*Task:* Provide only the number of lines in the data below that contain the string "will".

Data extract START

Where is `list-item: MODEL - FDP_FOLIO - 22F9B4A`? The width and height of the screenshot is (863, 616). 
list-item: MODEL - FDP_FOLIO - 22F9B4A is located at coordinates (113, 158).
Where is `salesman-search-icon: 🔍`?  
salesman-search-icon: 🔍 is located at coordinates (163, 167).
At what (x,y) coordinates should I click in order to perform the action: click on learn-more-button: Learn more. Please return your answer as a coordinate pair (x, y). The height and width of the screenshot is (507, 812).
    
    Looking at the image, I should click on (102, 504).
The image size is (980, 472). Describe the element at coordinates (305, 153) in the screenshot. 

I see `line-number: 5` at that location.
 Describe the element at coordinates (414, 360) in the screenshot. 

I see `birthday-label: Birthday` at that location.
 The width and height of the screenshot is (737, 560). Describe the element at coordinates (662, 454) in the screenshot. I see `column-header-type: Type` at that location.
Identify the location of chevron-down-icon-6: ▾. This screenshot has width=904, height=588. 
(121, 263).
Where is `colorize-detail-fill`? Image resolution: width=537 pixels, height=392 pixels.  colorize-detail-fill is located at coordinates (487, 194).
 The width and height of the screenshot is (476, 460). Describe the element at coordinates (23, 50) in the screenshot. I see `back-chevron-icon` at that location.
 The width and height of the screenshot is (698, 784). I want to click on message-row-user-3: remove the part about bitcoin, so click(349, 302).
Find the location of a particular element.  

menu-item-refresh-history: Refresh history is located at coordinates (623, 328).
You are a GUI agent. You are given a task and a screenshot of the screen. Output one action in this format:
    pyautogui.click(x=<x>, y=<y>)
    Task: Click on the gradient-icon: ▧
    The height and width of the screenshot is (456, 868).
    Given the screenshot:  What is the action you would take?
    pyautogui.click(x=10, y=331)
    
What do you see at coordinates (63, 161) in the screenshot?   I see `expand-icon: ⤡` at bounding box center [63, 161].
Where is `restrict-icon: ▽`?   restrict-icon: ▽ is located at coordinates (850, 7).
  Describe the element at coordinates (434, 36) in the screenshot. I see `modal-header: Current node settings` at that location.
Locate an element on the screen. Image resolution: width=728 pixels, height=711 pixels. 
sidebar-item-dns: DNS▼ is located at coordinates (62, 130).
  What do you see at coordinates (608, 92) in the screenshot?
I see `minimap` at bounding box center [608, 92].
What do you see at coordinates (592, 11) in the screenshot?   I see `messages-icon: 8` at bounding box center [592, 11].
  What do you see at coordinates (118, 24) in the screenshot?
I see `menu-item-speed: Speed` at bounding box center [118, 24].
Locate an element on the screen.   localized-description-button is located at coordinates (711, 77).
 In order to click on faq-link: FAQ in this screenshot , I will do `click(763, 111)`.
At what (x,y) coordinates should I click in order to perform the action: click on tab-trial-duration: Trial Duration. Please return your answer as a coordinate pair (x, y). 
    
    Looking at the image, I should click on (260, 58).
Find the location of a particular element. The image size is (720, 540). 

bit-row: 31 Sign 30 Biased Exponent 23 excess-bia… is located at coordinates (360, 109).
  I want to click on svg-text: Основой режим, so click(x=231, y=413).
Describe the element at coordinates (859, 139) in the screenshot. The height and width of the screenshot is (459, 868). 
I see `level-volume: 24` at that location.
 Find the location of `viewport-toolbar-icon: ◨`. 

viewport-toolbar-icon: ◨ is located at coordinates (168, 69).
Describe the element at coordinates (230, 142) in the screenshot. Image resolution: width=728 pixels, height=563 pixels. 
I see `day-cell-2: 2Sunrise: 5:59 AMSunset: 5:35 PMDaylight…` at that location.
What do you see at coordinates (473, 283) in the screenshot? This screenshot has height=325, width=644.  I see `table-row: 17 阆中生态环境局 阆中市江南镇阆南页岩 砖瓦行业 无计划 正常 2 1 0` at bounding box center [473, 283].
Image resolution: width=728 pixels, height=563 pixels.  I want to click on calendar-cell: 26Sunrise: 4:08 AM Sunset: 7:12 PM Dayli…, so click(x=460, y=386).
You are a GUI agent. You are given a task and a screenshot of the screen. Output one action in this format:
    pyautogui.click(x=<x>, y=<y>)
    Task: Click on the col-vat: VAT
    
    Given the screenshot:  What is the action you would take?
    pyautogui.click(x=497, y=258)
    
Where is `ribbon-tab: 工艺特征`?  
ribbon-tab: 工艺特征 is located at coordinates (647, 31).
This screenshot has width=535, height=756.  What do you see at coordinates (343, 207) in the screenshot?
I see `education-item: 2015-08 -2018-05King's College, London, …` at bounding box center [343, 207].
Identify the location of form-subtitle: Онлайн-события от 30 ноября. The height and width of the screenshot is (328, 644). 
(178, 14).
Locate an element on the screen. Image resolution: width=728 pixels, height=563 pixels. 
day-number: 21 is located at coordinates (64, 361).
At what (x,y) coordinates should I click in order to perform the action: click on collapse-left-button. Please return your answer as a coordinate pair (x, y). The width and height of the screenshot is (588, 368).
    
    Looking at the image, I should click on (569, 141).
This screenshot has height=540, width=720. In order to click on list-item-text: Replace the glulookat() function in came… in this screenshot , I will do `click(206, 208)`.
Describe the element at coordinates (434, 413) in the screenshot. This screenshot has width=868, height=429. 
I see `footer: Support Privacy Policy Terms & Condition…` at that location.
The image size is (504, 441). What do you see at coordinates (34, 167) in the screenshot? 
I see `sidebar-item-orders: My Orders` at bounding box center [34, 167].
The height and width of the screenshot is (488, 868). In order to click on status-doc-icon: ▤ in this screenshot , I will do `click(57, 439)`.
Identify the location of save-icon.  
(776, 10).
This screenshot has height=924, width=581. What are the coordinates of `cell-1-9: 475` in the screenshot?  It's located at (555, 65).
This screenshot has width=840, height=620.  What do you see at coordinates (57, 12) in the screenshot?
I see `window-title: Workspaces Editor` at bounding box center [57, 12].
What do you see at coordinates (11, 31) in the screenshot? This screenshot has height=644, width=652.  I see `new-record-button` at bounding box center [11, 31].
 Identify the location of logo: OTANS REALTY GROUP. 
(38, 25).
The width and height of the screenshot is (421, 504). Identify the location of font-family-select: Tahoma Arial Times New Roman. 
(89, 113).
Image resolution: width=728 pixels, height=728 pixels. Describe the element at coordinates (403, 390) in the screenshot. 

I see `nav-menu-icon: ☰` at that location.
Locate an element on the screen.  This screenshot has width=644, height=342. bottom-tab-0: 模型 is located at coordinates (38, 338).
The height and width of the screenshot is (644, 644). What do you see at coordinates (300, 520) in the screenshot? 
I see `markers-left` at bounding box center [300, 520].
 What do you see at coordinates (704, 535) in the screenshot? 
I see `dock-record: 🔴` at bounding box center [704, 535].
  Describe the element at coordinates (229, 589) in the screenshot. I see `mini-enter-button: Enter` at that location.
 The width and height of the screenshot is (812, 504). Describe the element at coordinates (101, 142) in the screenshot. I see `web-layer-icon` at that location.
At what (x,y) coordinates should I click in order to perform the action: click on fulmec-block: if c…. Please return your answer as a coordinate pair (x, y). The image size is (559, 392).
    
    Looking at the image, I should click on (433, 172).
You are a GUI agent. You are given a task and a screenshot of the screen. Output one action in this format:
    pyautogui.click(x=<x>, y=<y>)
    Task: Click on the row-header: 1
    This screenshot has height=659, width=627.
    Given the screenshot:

Data extract END

*Reply:* 3